The stigmatic ecstasy would return every Friday in the same way. Helena being “chosen” to be an intercessor with Jesus, “called to suffer in union with him to convert sinner, participating in a special way in the work of salvation.”
Helena’s parish priest, Fr. Francis Duda, observed the young woman’s experiences during 1917 to 1918. He would bring her Holy Communion when the sufferings made her incapable of going to church. As the website relates, “He testified that on numerous occasions he had seen the wounds on her hands and feet and how they were bleeding, however out of purity and chastity he did not see the wound in her right side.”
On Friday evenings, when she was confined to bed with the stigmatic sufferings, she would know at which moment the priest was praying the Consecration prayers for the 7 p.m. Mass.
“Up to the very moment of Consecration, her hands, feet and right side would become deeply red. When the priest raised the Host, her wounds opened immediately, as if someone had pierced them with a sharp object, and started bleeding,” until the distribution of Holy Communion. If, however, Helena, was able to attend that Mass, the wounds would not open.
A vision of her mom
During one vision of the Blessed Mother, Our Lady was accompanied by Helena’s mother (who had been dead for 25 years). Her mother encouraged her “to embrace her suffering with love” and told her they would soon be reunited.
Helena experienced other painful and intense visions after which she would record the words of Jesus and Mary.
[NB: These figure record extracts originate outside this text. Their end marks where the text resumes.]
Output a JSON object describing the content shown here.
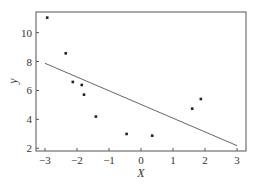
{
  "chart_data": {
    "type": "scatter",
    "title": "",
    "xlabel": "X",
    "ylabel": "y",
    "xlim": [
      -3.28,
      3.28
    ],
    "ylim": [
      1.81,
      11.43
    ],
    "xticks": [
      -3,
      -2,
      -1,
      0,
      1,
      2,
      3
    ],
    "yticks": [
      2,
      4,
      6,
      8,
      10
    ],
    "xtick_labels": [
      "−3",
      "−2",
      "−1",
      "0",
      "1",
      "2",
      "3"
    ],
    "ytick_labels": [
      "2",
      "4",
      "6",
      "8",
      "10"
    ],
    "grid": false,
    "legend": null,
    "series": [
      {
        "name": "data points",
        "kind": "scatter",
        "x": [
          -2.93,
          -2.35,
          -2.13,
          -1.85,
          -1.78,
          -1.41,
          -0.45,
          0.35,
          1.6,
          1.87
        ],
        "y": [
          11.04,
          8.57,
          6.59,
          6.38,
          5.71,
          4.19,
          2.99,
          2.87,
          4.74,
          5.41
        ]
      },
      {
        "name": "fitted line",
        "kind": "line",
        "x": [
          -3,
          3
        ],
        "y": [
          7.88,
          2.18
        ]
      }
    ]
  },
  "colors": {
    "axis": "#555555",
    "points": "#222222",
    "line": "#666666",
    "text": "#333333"
  }
}
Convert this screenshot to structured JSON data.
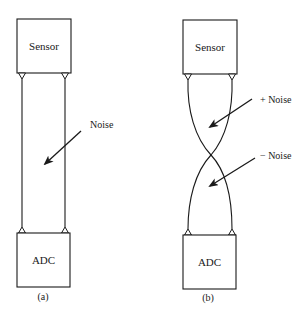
{
  "diagram": {
    "panels": [
      {
        "id": "a",
        "caption": "(a)",
        "top_block": "Sensor",
        "bottom_block": "ADC",
        "wiring": "parallel",
        "annotations": [
          {
            "label": "Noise"
          }
        ]
      },
      {
        "id": "b",
        "caption": "(b)",
        "top_block": "Sensor",
        "bottom_block": "ADC",
        "wiring": "twisted",
        "annotations": [
          {
            "label": "+ Noise"
          },
          {
            "label": "− Noise"
          }
        ]
      }
    ],
    "colors": {
      "stroke": "#1a1a1a",
      "background": "#ffffff"
    }
  }
}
One day, the website states, “Helena’s Guardian Angel told her that her mystical sufferings could be removed if she would not be willing to suffer together with Jesus, but as long as she willingly accepts to suffer out of love for Jesus and sinners …” no earthly doctor could help ease the pain.
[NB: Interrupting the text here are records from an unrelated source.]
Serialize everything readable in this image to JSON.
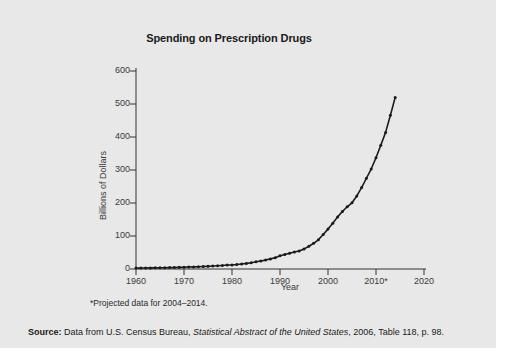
{
  "figure": {
    "title": "Spending on Prescription Drugs",
    "footnote": "*Projected data for 2004–2014.",
    "source": {
      "prefix": "Source:",
      "text_before": " Data from U.S. Census Bureau, ",
      "italic": "Statistical Abstract of the United States",
      "text_after": ", 2006, Table 118, p. 98."
    }
  },
  "chart_data": {
    "type": "line",
    "title": "Spending on Prescription Drugs",
    "xlabel": "Year",
    "ylabel": "Billions of Dollars",
    "xlim": [
      1960,
      2020
    ],
    "ylim": [
      0,
      600
    ],
    "xticks": [
      1960,
      1970,
      1980,
      1990,
      2000,
      2010,
      2020
    ],
    "xtick_labels": [
      "1960",
      "1970",
      "1980",
      "1990",
      "2000",
      "2010*",
      "2020"
    ],
    "yticks": [
      0,
      100,
      200,
      300,
      400,
      500,
      600
    ],
    "ytick_labels": [
      "0",
      "100",
      "200",
      "300",
      "400",
      "500",
      "600"
    ],
    "grid": false,
    "legend": null,
    "marker": "dot",
    "line_color": "#1a1a1a",
    "series": [
      {
        "name": "Prescription drug spending",
        "x": [
          1960,
          1961,
          1962,
          1963,
          1964,
          1965,
          1966,
          1967,
          1968,
          1969,
          1970,
          1971,
          1972,
          1973,
          1974,
          1975,
          1976,
          1977,
          1978,
          1979,
          1980,
          1981,
          1982,
          1983,
          1984,
          1985,
          1986,
          1987,
          1988,
          1989,
          1990,
          1991,
          1992,
          1993,
          1994,
          1995,
          1996,
          1997,
          1998,
          1999,
          2000,
          2001,
          2002,
          2003,
          2004,
          2005,
          2006,
          2007,
          2008,
          2009,
          2010,
          2011,
          2012,
          2013,
          2014
        ],
        "values": [
          2.7,
          2.9,
          3.1,
          3.3,
          3.5,
          3.7,
          4.0,
          4.3,
          4.6,
          5.0,
          5.5,
          5.9,
          6.3,
          6.8,
          7.4,
          8.1,
          8.9,
          9.8,
          10.8,
          12.0,
          12.0,
          13.5,
          15.0,
          17.0,
          19.0,
          21.8,
          24.3,
          27.0,
          30.6,
          34.3,
          40.3,
          44.0,
          48.0,
          51.3,
          54.6,
          60.8,
          68.6,
          77.9,
          88.5,
          104.4,
          120.9,
          138.6,
          157.9,
          174.2,
          188.5,
          200.7,
          221.4,
          246.8,
          275.0,
          303.0,
          337.0,
          375.0,
          414.0,
          466.0,
          520.0
        ]
      }
    ]
  }
}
Of the eight doctors from Cleveland who observed Helena’s wounds, “the root cause of Helena’s ‘illness’ remained a mystery to all of them.”
There are accounts of one time that Helena bi-located to the deathbed of a young woman, and of “visits to purgatory accompanied by her Guardian Angel … Helen was touched with this painful sight [people of different walks of life including priests and nuns], which gave her a renewed desire to sacrifice, suffer and pray…”
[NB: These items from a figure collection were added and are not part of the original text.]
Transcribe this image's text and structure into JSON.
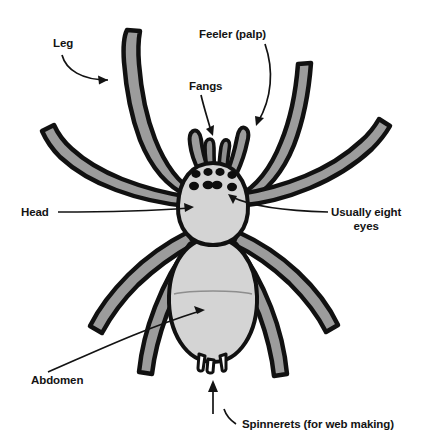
{
  "figure": {
    "background_color": "#ffffff",
    "body_fill": "#d4d4d4",
    "leg_fill": "#9c9c9c",
    "outline_color": "#111111",
    "eye_color": "#0d0d0d",
    "text_color": "#131313"
  },
  "labels": {
    "leg": "Leg",
    "feeler": "Feeler (palp)",
    "fangs": "Fangs",
    "head": "Head",
    "eyes_line1": "Usually eight",
    "eyes_line2": "eyes",
    "abdomen": "Abdomen",
    "spinnerets": "Spinnerets (for web making)"
  }
}
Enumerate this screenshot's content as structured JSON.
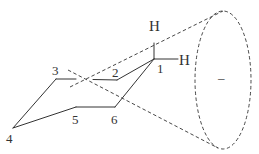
{
  "diagram": {
    "title": "",
    "atoms": [
      {
        "id": "C1",
        "label": "1",
        "x": 154,
        "y": 59
      },
      {
        "id": "C2",
        "label": "2",
        "x": 117,
        "y": 80
      },
      {
        "id": "C3",
        "label": "3",
        "x": 56,
        "y": 79
      },
      {
        "id": "C4",
        "label": "4",
        "x": 13,
        "y": 128
      },
      {
        "id": "C5",
        "label": "5",
        "x": 75,
        "y": 107
      },
      {
        "id": "C6",
        "label": "6",
        "x": 115,
        "y": 107
      }
    ],
    "hydrogens": [
      {
        "id": "H-axial",
        "label": "H",
        "attached_to": "C1",
        "position": "up"
      },
      {
        "id": "H-equatorial",
        "label": "H",
        "attached_to": "C1",
        "position": "right"
      }
    ],
    "cone": {
      "description": "dashed cone from ring center to ellipse",
      "ellipse_label": "–"
    },
    "labels": {
      "c1": "1",
      "c2": "2",
      "c3": "3",
      "c4": "4",
      "c5": "5",
      "c6": "6",
      "h_top": "H",
      "h_right": "H",
      "ellipse_sign": "–"
    },
    "colors": {
      "stroke": "#333333",
      "background": "#ffffff"
    }
  }
}
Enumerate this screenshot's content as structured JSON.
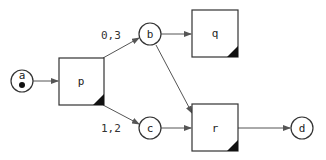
{
  "diagram": {
    "type": "petri-net",
    "places": [
      {
        "id": "a",
        "label": "a",
        "token": true
      },
      {
        "id": "b",
        "label": "b",
        "token": false
      },
      {
        "id": "c",
        "label": "c",
        "token": false
      },
      {
        "id": "d",
        "label": "d",
        "token": false
      }
    ],
    "transitions": [
      {
        "id": "p",
        "label": "p"
      },
      {
        "id": "q",
        "label": "q"
      },
      {
        "id": "r",
        "label": "r"
      }
    ],
    "arcs": [
      {
        "from": "a",
        "to": "p",
        "label": ""
      },
      {
        "from": "p",
        "to": "b",
        "label": "0,3"
      },
      {
        "from": "p",
        "to": "c",
        "label": "1,2"
      },
      {
        "from": "b",
        "to": "q",
        "label": ""
      },
      {
        "from": "b",
        "to": "r",
        "label": ""
      },
      {
        "from": "c",
        "to": "r",
        "label": ""
      },
      {
        "from": "r",
        "to": "d",
        "label": ""
      }
    ],
    "edge_labels": {
      "p_b": "0,3",
      "p_c": "1,2"
    },
    "colors": {
      "stroke": "#333333",
      "fill": "#ffffff",
      "token": "#111111"
    }
  }
}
On another occasion, Helena was given a prophetic vision of the “Miracle of Vistula” — two years before it occurred — during which the Bolshevik Revolution, after pushing into Poland, was unbelievably counter-attacked by the Polish under order of General Pilsudski. Days before, Pope Benedict XV had exhorted prayers for God’s mercy as the Poles' pleas for Western assistance were responded with advice to surrender to the Soviets. The tide of battle turned on August 15, Feast of the Assumption.
Two months before her death Helena had a vision of Jesus and Angels that made clear she would “soon unite with her Heavenly Bridegroom.” Desiring to be buried as a Third Order Franciscan, the Franciscan nuns from her parish prepared a habit which Helena received with great joy. She put the conventual veil on her head, “as if is was the most precious treasure in the world.”

Helena died on April 26, then the Marian feast of Our Lady of Perpetual Help (now liturgically celebrated on June 27). Her funeral was celebrated on May 1, the first Saturday of the month dedicated to Mary, and was buried in Cleveland’s Calvary Cemetery where her body remains today.
In November 2024, in a post on the website for the “Polish Genealogical Society of Greater Cleveland” by Ben Kman, president of the organization and friend of the local historian from Helena’s hometown in Poland, requested anyone having experienced a miracle through the intercession of Helena Pelczar, to contact St. John Cantius Church.
Through correspondence with Aleteia, Ben informed of his awareness that research efforts from the U.S. were being made with the intent to start a beatification process.